Local freelancers had been covering the spirited debate. Fine weather advocates remained in the majority, most of them virulently opposed to sun blotting. Even though the Irryan governor herself had publicly reasoned that today's shrouded skies had been the only such atmospheric alteration in the past two and a half months, her statements had failed to win the majority. The fine-weather advocates demanded the continuation of the Irryan norm—seventy-two degrees, low humidity, near-cloudless skies.
In these times of impending crisis, they argued, Irrya, our seat of intercolonial government, needs the consistency of pure undaunted sunshine in order to function at its highest level. This is not the time to go mucking around with the weather, not with the Ash Ock servant, Meridian, soon to arrive in the Colonies, harbinger to the as-yet-undetected fleet of returning Paratwa starships. For all we know, our 217 cylinders are about to be invaded and conquered by our ancient enemy.
But another faction in the weather struggle argued just as vocally that a little change in day-to-day routine was good for the soul, that some overcast skies might
serve to remind people that their ancestors on the planet had been forced to live without any potent forms of weather control throughout most of Earth's history. The pro-change advocates also suggested that too many days of perfect weather could lull people everywhere into false feelings of immunity. Some of them were even lobbying for more extreme atmospheric alterations, such as thunderstorms.
The Lion recalled a memory from childhood: a T-storm in his home colony of Lamalan, he and his mother huddled on their front porch, watching a pair of figures creeping along their neighbor's yard. That had been Jerem Marth's introduction to the creatures who had forever altered his life. On the day of that thunderstorm, he had met two men who were not really two men. He had encountered his first Paratwa.

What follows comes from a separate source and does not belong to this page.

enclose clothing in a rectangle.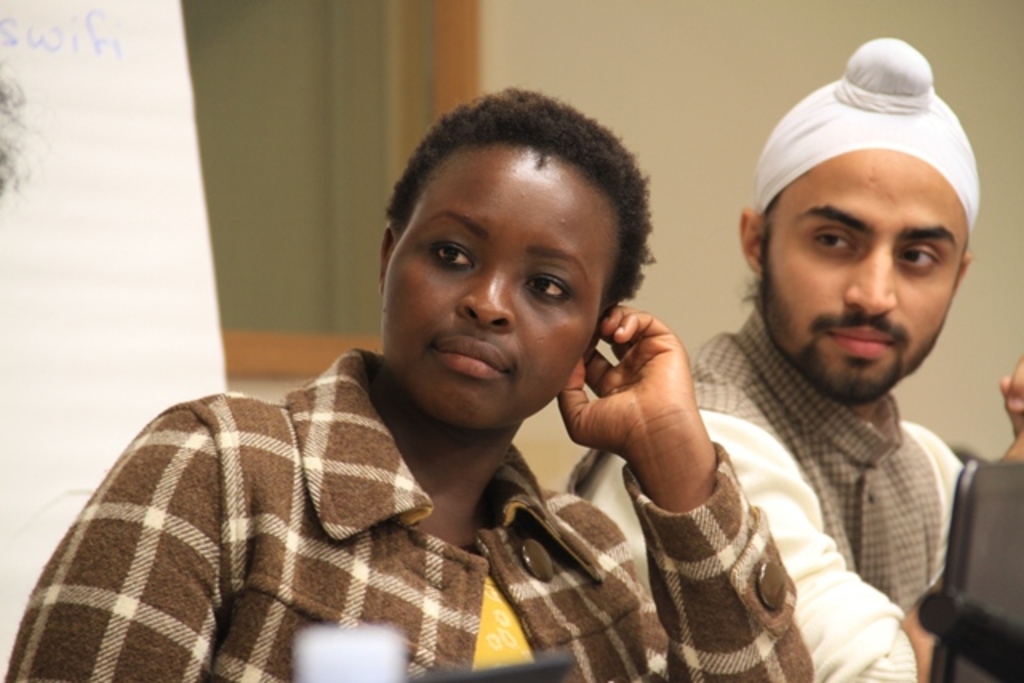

The Lion knelt beside one of the bushes, checked for tiny pinch bugs on the underside of the azul roses—one of Irrya's unique, difficult-to-eliminate, garden pests. With his other hand, he continued to knead the aching muscle in his lower back.
A sigh escaped him. As Nick had pointed out weeks ago, people everywhere seemed to be focusing more and more on negligible issues in order to avoid the one that scared them the most: the imminent return of the Paratwa starships. The intercolonial entertainment index had reached an all-time high; everyone sought escape, however nebulous and temporary, from the grim reality that a race of violent creatures, who might just possess enough technology to destroy the Colonies, were on their way back. Clubs and taverns everywhere were jammed; touring dramusicals were opening to record runs. For the astute businessperson—for the citizen capable of ignoring the threat of future decimation—it was a time of great profit potential. In the field of public diversions, new fortunes were being made every day.
The Lion realized that the majority of the Irryan populace did not truly believe that the state of the weather was an important issue. But many of the billion-plus colonists seemed unable to deal directly with the return of the Paratwa. The reality of it filled them with inexpressible dread, and arguing about the weather served as a catharsis for those hidden feelings. The Lion only could hope that if and when a day of true crisis was upon them, people would maintain sight of the pertinent issues.